- More Filesystems than You Can Shake a Memory Stick at
- ext3: Backward-Compatible, Upwardly Mobile
- JFS: IBM Really, Really Supports Linux
- ReiserFS: A Pioneering Mobile Target
- XFS: User-Tested, Mother Approved
- Summary
JFS: IBM Really, Really Supports Linux
Say what you want about IBM and its traditional taste in clothing, but IBM has come out of the Linux closet in a big way. IBM is one of the staunchest supporters of Linux, and is one of its heaviest promoters as an enterprise business solution.
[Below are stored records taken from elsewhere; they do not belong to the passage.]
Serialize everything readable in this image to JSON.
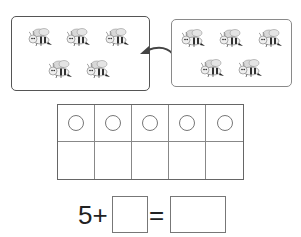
{
  "worksheet": {
    "left_group": {
      "bee_count": 5,
      "icon": "bee-icon"
    },
    "right_group": {
      "bee_count": 5,
      "icon": "bee-icon"
    },
    "arrow": {
      "icon": "curved-arrow-left-icon"
    },
    "ten_frame": {
      "columns": 5,
      "rows": 2,
      "top_row_counters": 5,
      "counter_icon": "circle-icon"
    },
    "equation": {
      "addend_1": "5",
      "plus": "+",
      "equals": "=",
      "addend_2_value": "",
      "sum_value": ""
    }
  },
  "colors": {
    "left_border": "#555555",
    "right_border": "#8a8a8a",
    "grid_line": "#888888",
    "text": "#222222"
  }
}
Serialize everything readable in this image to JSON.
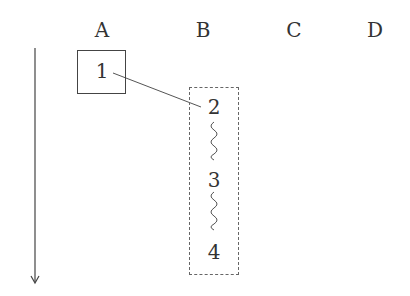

IBM shocked everybody when it invested heavily in the Apache Web server project in 1998some of the most surprised people being IBM employees who were working on other Web servers and barely heard the huge flushing noise before they had to scramble to find other projects.
To the benefit of the entire Linux community, IBM has also released some of its most interesting and innovative software projects to the Open Source community. Two of these are discussed in this series of articles: OpenAFS, the open-source version of IBM's AFS distributed filesystem product; and JFS, its Journal File System, which is the subject of this section.
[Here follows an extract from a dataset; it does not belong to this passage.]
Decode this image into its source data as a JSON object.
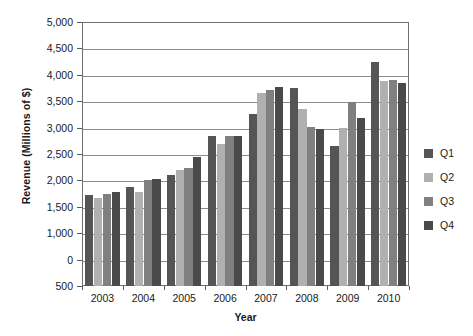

JFS is IBM's full journaling filesystem, originally developed for use on its AIX and OS/2 systems, but now released to the Open Source community via the Gnu Public License (GPL). This history gives JFS some advantages over newer journaling filesystems such as ReiserFS because the code base has undergone extensive testing under other operating systems.
JFS is a full 64-bit filesystem, giving it a potential capacity of between 512 terabytes and 32 petabytes per filesystem, depending on the block size used when a filesystem is created. In theory, JFS supports block sizes of 512, 1024, 2048, and 4096 bytes, but only the block size of 4096 bytes is currently supported in Linux. Like other 64-bit filesystems under Linux at the moment, the true capacity of JFS is limited by constraints within the Linux VFS layer, so the actual maximum capacity of a JFS filesystem in the 2.4 Linux kernel family is 16 terabytes, based on VFS limitations.
Certain aspects of JFS use their own terminology, which shouldn't surprise anyone accustomed to using products from IBM. IBM uses the term "aggregate" to refer to a pool of available storage such as a formatted disk partition, formatted disk, or logical volume. One or more filesets (what we would typically think of as filesystems) can then be created and managed within an aggregate using the mkfs.jfs utility. Both aggregates and filesets therefore contain superblock and related information about the storage that they represent.
JFS logs information about changes to filesystem metadata as atomic transactions. If the system is restarted without cleanly unmounting a JFS fileset, any transactions in the log that are not marked as having been completed on disk are replayed when the filesystem is checked for consistency before it is mounted, restoring the consistency of the filesystem metadata. Because the log contains metadata only, rather than actual user data, this guarantees the structural consistency of the filesystem but not the contents of the files in the filesystem. Files being edited when the system went down will not reflect any updates not successfully written to disk.
The actual log for a JFS fileset is maintained in the JFS aggregate where that fileset is located. A single log can be used by multiple filesets at the same time (after JFS on Linux supports multiple filesets within an aggregate). At the moment, each aggregate contains both a single fileset and a single log.
JFS is designed to maximize performance and minimize inherent limitations as much as possible. Like XFS, JFS does not preallocate inodes, but allocates them as needed when files and directories are created. As with other filesystems that dynamically allocate inodes, this helps remove potential limitations in the number of files and directories that can be created in a JFS fileset.
JFS is a high-performance journaling filesystem that is already available in cutting-edge desktop Linux distributions such as SuSE Linux.